The Man in the Moon Stayed Up Too Late
Encyclopedia
The Man in the Moon Stayed Up Too Late is the imagined original ditty that is recorded in 'our time' as the simplified nursery rhyme "Hey Diddle Diddle
Hey Diddle Diddle
"Hey Diddle Diddle" is an English nursery rhyme...

". The supposed original was invented (by back formation) by J. R. R. Tolkien
J. R. R. Tolkien
John Ronald Reuel Tolkien, CBE was an English writer, poet, philologist, and university professor, best known as the author of the classic high fantasy works The Hobbit, The Lord of the Rings, and The Silmarillion.Tolkien was Rawlinson and Bosworth Professor of Anglo-Saxon at Pembroke College,...

. The title of this version is given in The Adventures of Tom Bombadil
The Adventures of Tom Bombadil
The Adventures of Tom Bombadil is a collection of poetry written by J. R. R. Tolkien and published in 1962. The book contains 16 poems, only two of which deal with Tom Bombadil, a character who is most famous for his encounter with Frodo Baggins in The Fellowship of the Ring...

.

In the Inn at Bree
Bree (Middle-earth)
Bree is a fictional village in J. R. R. Tolkien's Middle-earth, east of the Shire and south of Fornost Erain. It is thought to have been inspired by the Buckinghamshire village of Brill, which Tolkien visited regularly in his early years at Oxford...

 ("At the Sign of the Prancing Pony", The Fellowship of the Ring
The Fellowship of the Ring
The Fellowship of the Ring is the first of three volumes of the epic novel The Lord of the Rings by the English author J. R. R. Tolkien. It takes place in the fictional universe Middle-earth. It was originally published on July 29, 1954 in the United Kingdom...

Chapter 9) Frodo
Frodo Baggins
Frodo Baggins is a fictional character in J. R. R. Tolkien's legendarium.He is the main protagonist of Tolkien's The Lord of the Rings. He was a hobbit of the Shire who inherited Sauron's Ring from Bilbo Baggins and undertook the quest to destroy it in the fires of Mount Doom...

 jumps on a table and recites "a ridiculous song" invented by Bilbo
Bilbo Baggins
Bilbo Baggins is the protagonist and titular character of The Hobbit and a supporting character in The Lord of the Rings, two of the most well-known of J. R. R...

. "Here it is in full," said Tolkien. "Only a few words of it are now, as a rule, remembered."

There follows the tale, in thirteen ballad
Ballad
A ballad is a form of verse, often a narrative set to music. Ballads were particularly characteristic of British and Irish popular poetry and song from the later medieval period until the 19th century and used extensively across Europe and later the Americas, Australia and North Africa. Many...

-like five-line stanzas, introducing each element in turn: "the Man in the Moon" himself, the ostler's "tipsy cat/ that plays a five-stringed fiddle", the little dog, the "hornéd cow" and the silver dishes and spoons.

Note that the cow is able to jump over the Moon with ease because the Man in the Moon has temporarily brought it down to Earth
Arda
In J. R. R. Tolkien's legendarium, Arda is the name given to the Earth in a period of prehistory, wherein the places mentioned in The Lord of the Rings and related material once existed...

.

Tom Shippey
Tom Shippey
Thomas Alan Shippey is a scholar of medieval literature, including that of Anglo-Saxon England, and of modern fantasy and science fiction, in particular the works of J. R. R. Tolkien, about whom he has written several scholarly studies. He is widely considered one of the leading academic scholars...

cites this 1923 poem and its mate, "The Man in the Moon Came Down Too Soon" (also from 1923, also subsequently included in The Adventures of Tom Bombadil) as typical examples of Tolkien's working strategy for reconstructing philological information about sources now lost. In this case the question is: what lies behind the abbreviated version of this poem that survives as a well-known but nonsensical nursery rhyme? By imagining a text that might reasonably have left the surviving rhyme, one can deduce clues that might have left other artifacts in surviving literature. Shippey argues that many of the scenarios in Tolkien's more serious work are similar recreations ("'asterisk' poems" in Shippey's phrase), attempting to explain abstruse passages in surviving Old English and Old Norse texts, especially from Beowulf.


Exercise prompt: Copy out nothing but the lines from the one holding "Identify the location of div: active." through the end of the entries below, exactly as written and without the pictures.

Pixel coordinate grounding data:
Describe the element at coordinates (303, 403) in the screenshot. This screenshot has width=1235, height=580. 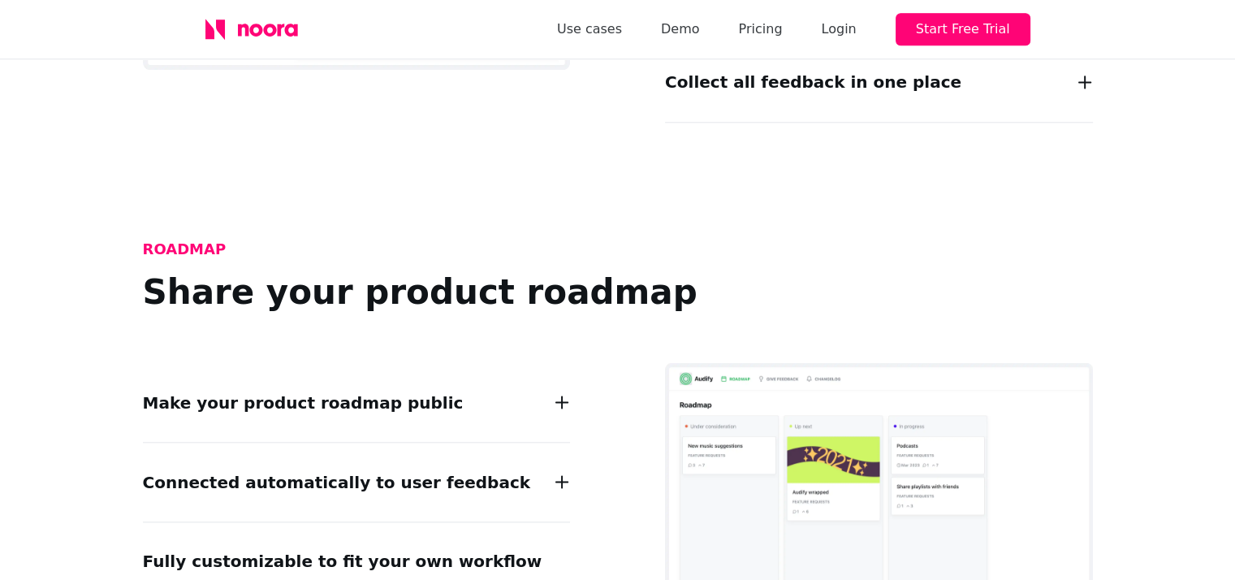
I see `h2: Make your product roadmap public` at that location.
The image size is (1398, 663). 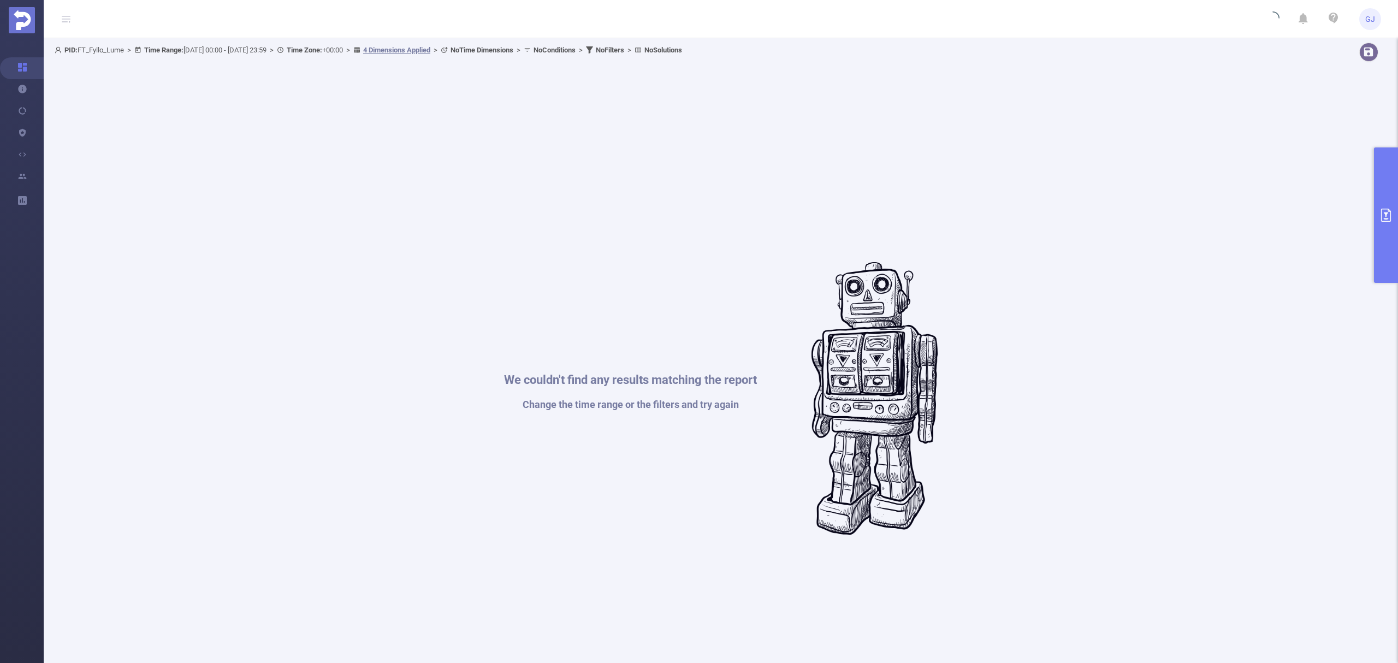 I want to click on b: PID:, so click(x=71, y=50).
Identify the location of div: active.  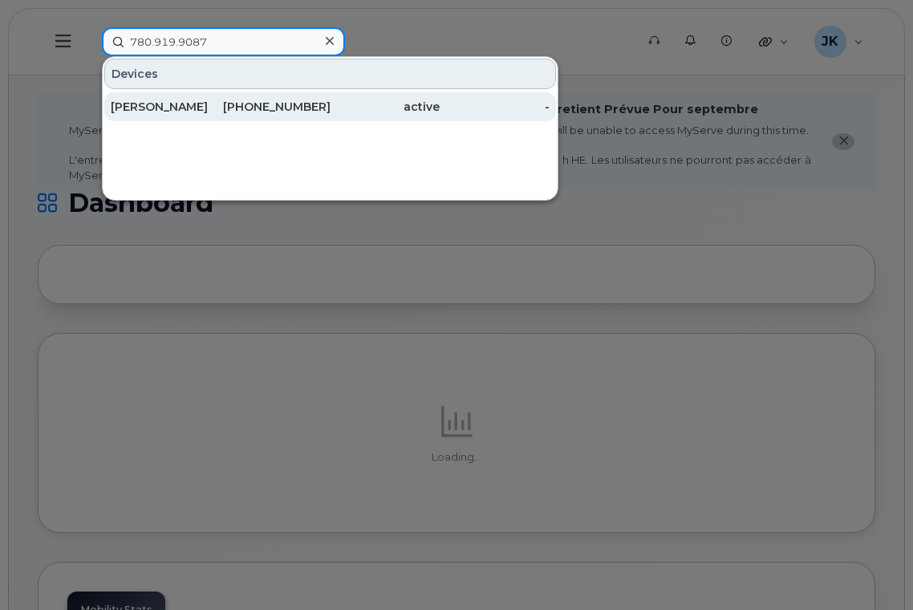
(385, 107).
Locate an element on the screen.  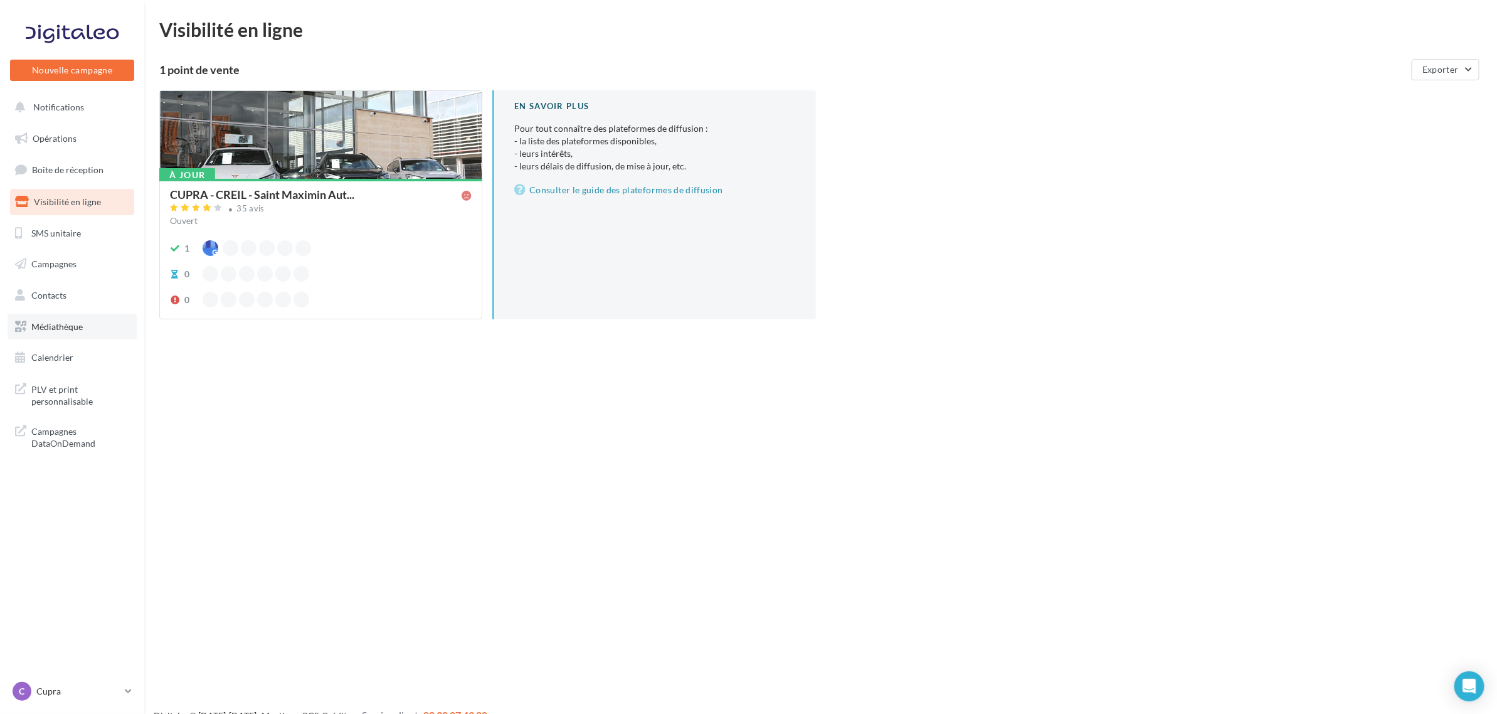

Answer space:
Identify the location of div: active.  
(385, 107).
Locate an element on the screen.  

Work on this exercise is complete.